Project Syndicate

The Election Is Over. Now What?

America needs a jobs bill, a better energy policy, and a revamped financial system. Will we get any of those?

Barack Obama greets business leaders before speaking on the fiscal cliff negotiations and business relations during the Washington Business Roundtable on Dec. 5

Photo by Saul Loeb/AFP/Getty Images

After an election campaign costing well in excess of $2 billion, it seems to many observers that not much has changed in American politics: Barack Obama is still president, the Republicans still control the House of Representatives, and the Democrats still have a majority in the Senate. And now America faces the “fiscal cliff.” What next?

Some of Mitt Romney’s advisers seemed taken aback by Obama’s victory: Wasn’t the election supposed to be about economics? They were confident that Americans would forget how the Republicans’ deregulatory zeal had brought the economy to the brink of ruin, and that voters had not noticed how their intransigence in Congress had prevented more effective policies from being pursued in the wake of the 2008 crisis. Voters, they assumed, would focus only on the current economic malaise.

The Republicans should not have been caught off-guard by Americans’ interest in issues like disenfranchisement and gender equality. While these issues strike at the core of a country’s values—of what we mean by democracy and limits on government intrusion into individuals’ lives—they are also economic issues. As I explain in The Price of Inequality, much of the rise in U.S. economic inequality is attributable to a government in which the rich have disproportionate influence—and use that influence to entrench themselves. Obviously, issues like reproductive rights and gay marriage have large economic consequences as well.

In terms of economic policy for the next four years, the main cause for post-election celebration is that the U.S. has avoided measures that would have pushed it closer to recession, increased inequality, imposed further hardship on the elderly, and impeded access to health care for millions of Americans.

Beyond that, here is what Americans should hope for: a strong “jobs” bill—based on investments in education, health care, technology, and infrastructure—that would stimulate the economy, restore growth, reduce unemployment, and generate tax revenues far in excess of its costs, thus improving the country’s fiscal position. They might also hope for a housing program that finally addresses America’s foreclosure crisis.

A comprehensive program to increase economic opportunity and reduce inequality is also needed — its goal being to remove, within the next decade, America’s distinction as the advanced country with the highest inequality and the least social mobility. This implies, among other things, a fair tax system that is more progressive and eliminates the distortions and loopholes that allow speculators to pay taxes at a lower effective rate than those who work for a living.

America—and the world—would also benefit from a U.S. energy policy that reduces reliance on imports not just by increasing domestic production but also by cutting consumption, and that recognizes the risks posed by global warming. Moreover, America’s science and technology policy must reflect an understanding that long-term increases in living standards depend upon productivity growth, which reflects technological progress that assumes a solid foundation of basic research.

Finally, the U.S. needs a financial system that serves all of society, rather than operating as if it were an end in itself. That means that the system’s focus must shift from speculative and proprietary trading to lending and job creation, which implies reforms of financial-sector regulation, and of anti-trust and corporate-governance laws, together with adequate enforcement to ensure that markets do not become rigged casinos.

Globalization has made all countries more interdependent, in turn requiring greater global cooperation. We might hope that America will show more leadership in reforming the global financial system by advocating for stronger international regulation, a global reserve system, and better ways to restructure sovereign debt; in addressing global warming; in democratizing the international economic institutions; and in providing assistance to poorer countries.

Americans should hope for all of this, though I am not sanguine that they will get much of it.  More likely, America will muddle through—here another little program for struggling students and homeowners, there the end of the Bush tax cuts for millionaires, but no wholesale tax reform, serious cutbacks in defense spending, or significant progress on global warming.

With the euro crisis likely to continue unabated, America’s continuing malaise does not bode well for global growth. Even worse, in the absence of strong American leadership, longstanding global problems—from climate change to urgently needed reforms of the international monetary system—will continue to fester. Nonetheless, we should be grateful: It is better to be standing still than it is to be heading in the wrong direction.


**Task details**
Print, exactly as written, the line in the entries below that contains "What region does" and every line after it up to and including the last. Omit pictures.

--*--

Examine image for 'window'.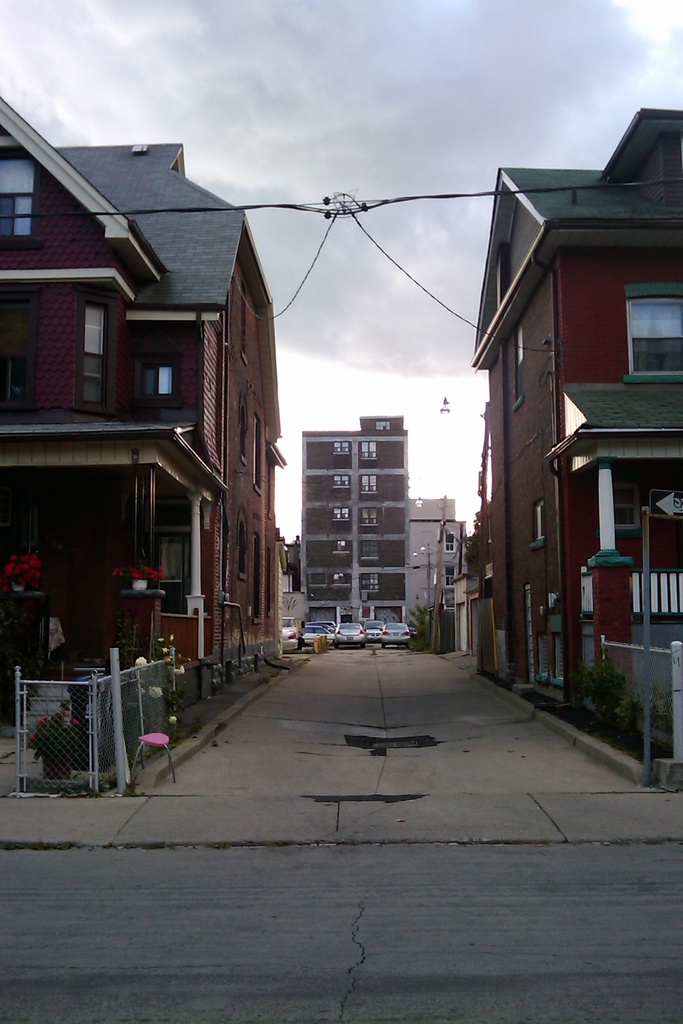
Examination result: region(81, 303, 111, 406).
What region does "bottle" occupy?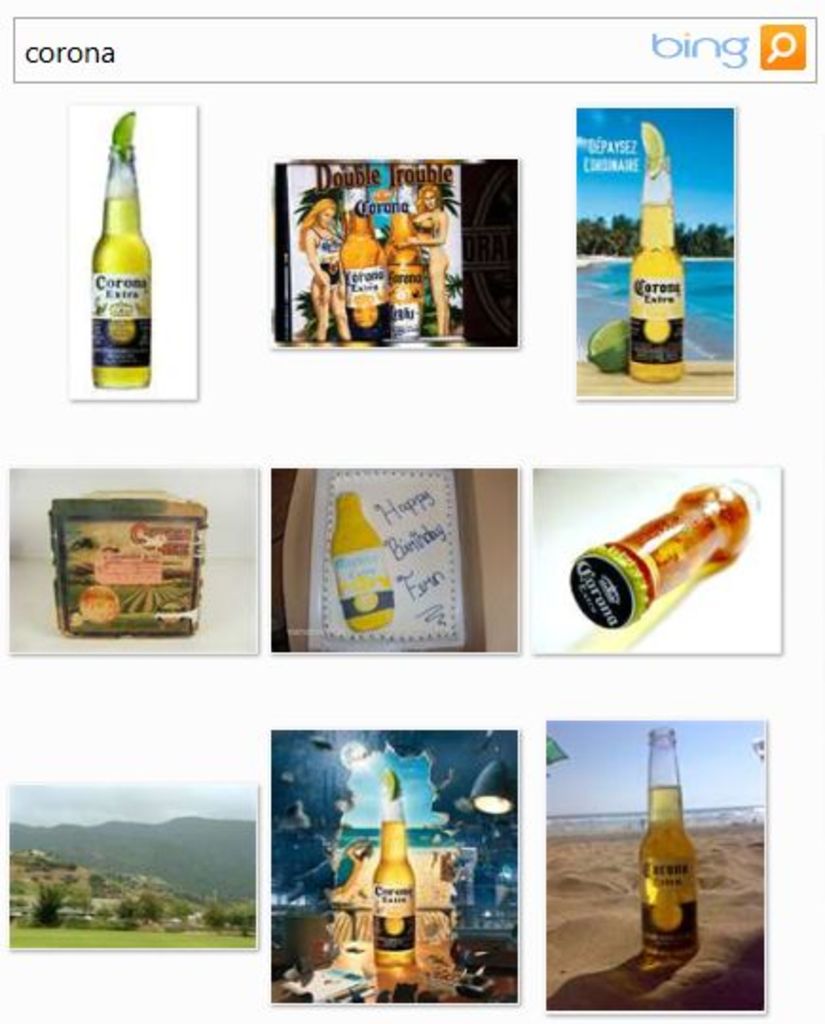
left=565, top=474, right=761, bottom=643.
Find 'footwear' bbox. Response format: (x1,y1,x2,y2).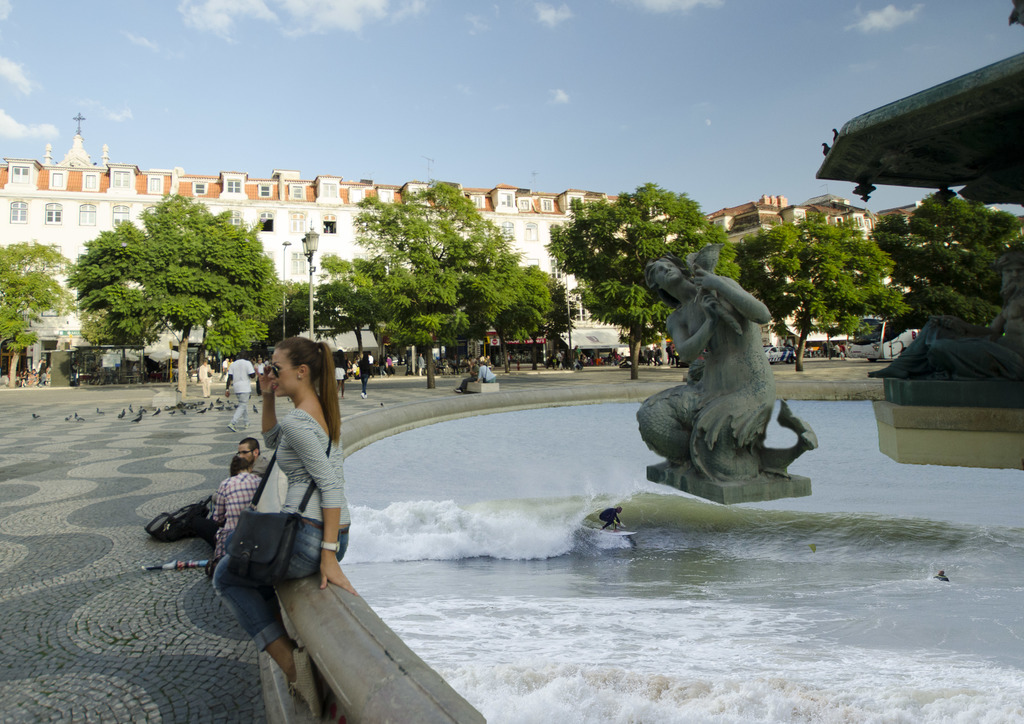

--*--

**Reply**
What region does "bottle" occupy?
left=565, top=474, right=761, bottom=643.
Find 'footwear' bbox. Response format: (x1,y1,x2,y2).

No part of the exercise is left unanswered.